Payday may be a small publication, but we do have a big impact. Earlier this winter, a Payday Report investigation into the cover up of sexual misconduct within SEIU was cited in a Senate hearing leading the Washington Post to cover the scandal for the first time while citing Payday.
Strangely, I had not known about this until earlier this week, when a reader forwarded me a copy of the transcript of a Senate Judiciary Committee hearing.
In December, SEIU General Counsel Nicole Berner was facing Senate confirmation hearings for a seat as a federal judge in the 4th circuit. During confirmation hearings, several Senators cited Payday Report in asking Berner about her role in helping cover-up sexual misconduct within SEIU (see transcript here).
Back in 2019, Payday Report exposed how Berner as SEIU General Counsel refused in writing to investigate claims of sexual misconduct in the union. In 2017, Mindy Sturge filed a sexual misconduct case against SEIU Vice President Dave Reagan, who also served as the President of SEIU’s largest local SEIU-UHW in California. (In 2020, the suit was settled out of court for an undisclosed sum of money)
After Sturge filed her lawsuit in the summer of 2017, she says she began receiving threatening phone calls and text messages. In a letter obtained by Payday Report sent in November of 2018 to SEIU President Mary Kay Henry and Vice President Leslie Frane, Sturge invited the international union to come to California to discuss widespread sexual misconduct and retaliation in SEIU-UHW.
On another occasion, Sturge confronted Regan about the culture of sexual harassment at SEIU-UHW. A March 5, 2018 email obtained by Payday Report, sent by Sturge’s co-worker Mike Chavez, expressing his concerns about Regan’s yelling, confirms this story.

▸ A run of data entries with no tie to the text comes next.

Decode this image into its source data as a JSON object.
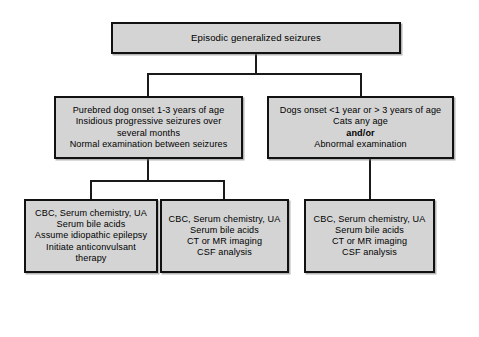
{
  "figure": {
    "type": "flowchart",
    "orientation": "top-down",
    "background_color": "#ffffff",
    "node_fill_color": "#d4d4d4",
    "node_border_color": "#111111",
    "connector_color": "#1a1a1a"
  },
  "nodes": {
    "root": {
      "id": "episodic-generalized-seizures",
      "level": 1,
      "text": "Episodic generalized seizures"
    },
    "branch_left": {
      "id": "purebred-dog-profile",
      "level": 2,
      "text": "Purebred dog onset 1-3 years of age\nInsidious progressive seizures over\nseveral months\nNormal examination between seizures"
    },
    "branch_right": {
      "id": "atypical-age-or-abnormal-exam",
      "level": 2,
      "line_1": "Dogs onset <1 year or > 3 years of age",
      "line_2": "Cats any age",
      "line_3_bold": "and/or",
      "line_4": "Abnormal examination"
    },
    "leaf_1": {
      "id": "idiopathic-epilepsy-workup",
      "level": 3,
      "text": "CBC, Serum chemistry, UA\nSerum bile acids\nAssume idiopathic epilepsy\nInitiate anticonvulsant\ntherapy"
    },
    "leaf_2": {
      "id": "advanced-imaging-workup-left",
      "level": 3,
      "text": "CBC, Serum chemistry, UA\nSerum bile acids\nCT or MR imaging\nCSF analysis"
    },
    "leaf_3": {
      "id": "advanced-imaging-workup-right",
      "level": 3,
      "text": "CBC, Serum chemistry, UA\nSerum bile acids\nCT or MR imaging\nCSF analysis"
    }
  },
  "edges": [
    {
      "from": "root",
      "to": "branch_left",
      "style": "orthogonal"
    },
    {
      "from": "root",
      "to": "branch_right",
      "style": "orthogonal"
    },
    {
      "from": "branch_left",
      "to": "leaf_1",
      "style": "orthogonal"
    },
    {
      "from": "branch_left",
      "to": "leaf_2",
      "style": "orthogonal"
    },
    {
      "from": "branch_right",
      "to": "leaf_3",
      "style": "straight"
    }
  ]
}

“The union’s mission is to provide a fair and dignified workplace for its members, a majority of whom are women. This should be the case for staff, too,” Sturge wrote to Mary Kay Henry. “But staff members are afraid to speak out, and prior complaints about some of the men who created this hostile environment have gone nowhere.”
In a letter, obtained by Payday Report, sent back to Sturge from SEIU General Counsel Nicole Brener in November of 2018, the national union declined to meet with Sturge, saying that the matter was best left to be investigated by the SEIU-UHW, the very local whose President she was suing for sexual misconduct.
“Because each local of SEIU employs its own staff and sets its own personnel policies and protocols, the International Union does not have a direct role in investigating allegations or concerns that may arise in local unions regarding personnel matters,” wrote Berner. “Those matters are subject to the processes established by the locals themselves.”
In violation of SEIU’s constitution, Berner refused to investigate the claims at the national level and instead sent the investigation back to the local, which was presided by the very man facing a sexual misconduct lawsuit.
During her confirmation hearings for a federal judge post, multiple Senators brought up Payday’s expose on Berner’s inaction. Berner defended herself in the hearing.
In the hearing, Berner responded that “because each local of SEIU employs its own staff and sets its own personnel policies and protocols,” her office “does not have a direct role in investigating allegations or concerns that may arise in local unions regarding personnel matters.”
(For more on the hearing, check out this write up in the Washington Post)
While nearly every news organization in the country may have ignored the sexual misconduct scandal within SEIU, Payday’s lonely investigation into the cover up of sexual misconduct within SEIU lead to our work being cited in the Congressional record, thus leading to Payday’s expose being picked up and cited by the Washington Post.
Payday Report may be a small publication, but we have a big impact. Big thanks to our readers who have funded our investigation over the years into the cover up of sexual misconduct in SEIU while other publications ignored it.